Analysis: What Interest-Bearing Digital Yuan Wallets Could Mean for Cross-Border Payments
China's e-CNY programme continues to evolve. We look at reports of interest-bearing CBDC wallets and what this could mean for the future of cross-border payments.
Editor's note: This article is analysis based on limited public reporting. Some claims could not be independently verified from primary sources at the time of publication.
China's digital yuan (e-CNY) programme has reportedly crossed a threshold that no other central bank digital currency has reached: interest-bearing wallets. Reports suggest that holders of category 1–3 e-CNY wallets may now receive interest at prevailing demand deposit rates, with quarterly settlement directly into their wallets.

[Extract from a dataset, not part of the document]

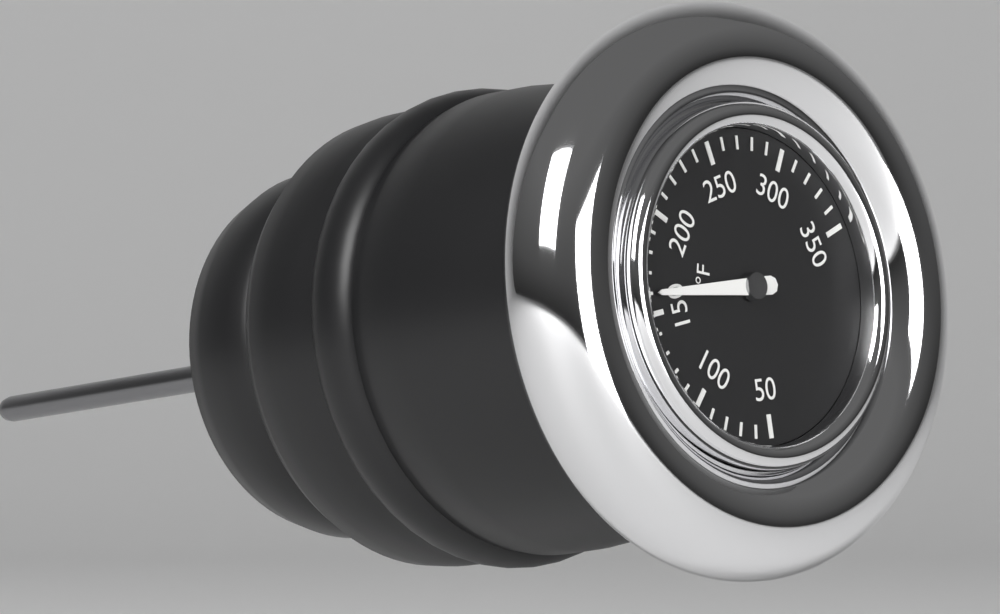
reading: 160 °F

Why this matters beyond China
Central banks around the world have debated whether CBDCs should bear interest. The argument against is straightforward — an interest-bearing CBDC could pull deposits away from commercial banks, destabilising the financial system. China's decision to go ahead anyway, with wallets also now covered by deposit insurance, is the biggest real-world test of that theory.
The scale is significant. The People's Bank of China reports over 230 million active e-CNY wallets and cumulative transaction volume exceeding 16.7 trillion yuan (roughly $2.3 trillion). Interest payments on that base, even at low demand-deposit rates, represent a meaningful transfer of value from the central bank to consumers.
What it could mean for cross-border payments
China has been piloting cross-border e-CNY transactions through the mBridge project, a collaboration with central banks in Hong Kong, Thailand, the UAE, and Saudi Arabia. An interest-bearing digital yuan could accelerate adoption in these corridors, particularly for trade settlement and potentially for person-to-person remittances.
For now, the direct impact on Western consumers sending money to China is minimal — inbound remittances to China still flow through traditional channels. Our guide to sending money abroad covers the best approaches for reaching Asian corridors today. The digital yuan's evolution is worth watching as a bellwether for how CBDCs might reshape the landscape described in our 2026 global remittance trends report — where digital payment infrastructure in emerging markets is among the biggest stories.